Most of the time, when you run a query, SQL Server prefers to use just one index on a table to do its dirty work.
Let’s query the Users table in the StackOverflow database (I’m using the March 2016 version today), looking for people with a certain reputation score OR a certain number of upvotes:

If I create an index on each field, will SQL Server use it?

Diabolical. The cost on this query is 74 query bucks – not a small operation, and large enough to go parallel, but SQL Server still turns up its nose at the indexes.
But the indexes weren’t perfect – they weren’t covering. I was doing a SELECT *, getting all of the fields. What happens if I only get the fields that are on the index itself – the clustering key, the ID of the table?

Presto! Now SQL Server is doing an index seek on two different indexes on the same table in order to accomplish my where clause.
Now, that’s not really index intersection – it’s doing two two index seeks to get two different populations of users – those that match the reputation filter, and those who match the upvotes filter. What happens if we change our query’s OR to an AND?

Now we’re down to a query plan you know and tolerate: an index seek followed by a key lookup. The reason is that the filters on reputation are extremely selective – there just aren’t that many users with those exact reputation numbers.
In order to get real index intersection – finding the overlapping Venn diagram in two filters – we need to use ranges of data that are less selective. It’s an interesting challenge:
- If either filter is too selective, we get an index seek on that one, followed by a key lookup
- If neither filter is selective enough, we get a clustered index scan

Presto! SQL Server is doing index seeks on two different indexes, on the same table, and then finding the rows that match both filters. I can count on one hand the number of times I’ve seen this in the wild, but that probably has to do with the kinds of servers I usually see. I’ll leave that interpretation to you, dear reader.
4 Comments. Leave new
indexes gone mild. LOL
Why dont you add Comedian to your true skills also. You are much comedian then interpretive dance.
Ah, so this is what my granddad was telling me about since SQL Server 7.0.
Nonetheless, hard to demo so thank you for the lovely post.
Would have been nice to see the reads, but I guess much less reads for the intersection.
Was there something in the screenshots that lines up w/ the comment “74 query bucks”? Or is that just an awesome saying? 😀
Jonas – no, I don’t show it in the screenshots – you have to hover your mouse over parts of the query to see its estimated subtree cost.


▸ **WHAT THIS TASK INVOLVES**
Every entry that follows should be repeated exactly; drop the images.

▸ **INFORMATION PROVIDED**
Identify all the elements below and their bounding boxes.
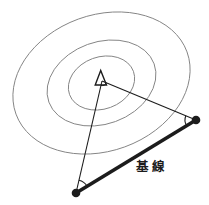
baseline-label: 基線: [135, 159, 168, 174]
left-observer-angle-arc: [79, 180, 87, 186]
baseline-segment: [76, 120, 196, 193]
contour-ellipse-outer: [0, 0, 209, 178]
distance-contours: [0, 0, 209, 178]
left-observer-dot-icon: [72, 189, 81, 198]
right-observer-dot-icon: [192, 116, 201, 125]
diagram-canvas: 基線: [0, 0, 209, 205]
right-observer-angle-arc: [185, 116, 187, 126]
sight-line-left-observer: [76, 81, 102, 193]
parallax-triangulation-diagram: 基線: [0, 0, 209, 205]
target-triangle-icon: [95, 71, 106, 86]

▸ **RESPONSE BELOW**
Identify all the elements below and their bounding boxes.
baseline-label: 基線: [135, 159, 168, 174]
left-observer-angle-arc: [79, 180, 87, 186]
baseline-segment: [76, 120, 196, 193]
contour-ellipse-outer: [0, 0, 209, 178]
distance-contours: [0, 0, 209, 178]
left-observer-dot-icon: [72, 189, 81, 198]
right-observer-dot-icon: [192, 116, 201, 125]
diagram-canvas: 基線: [0, 0, 209, 205]
right-observer-angle-arc: [185, 116, 187, 126]
sight-line-left-observer: [76, 81, 102, 193]
parallax-triangulation-diagram: 基線: [0, 0, 209, 205]
target-triangle-icon: [95, 71, 106, 86]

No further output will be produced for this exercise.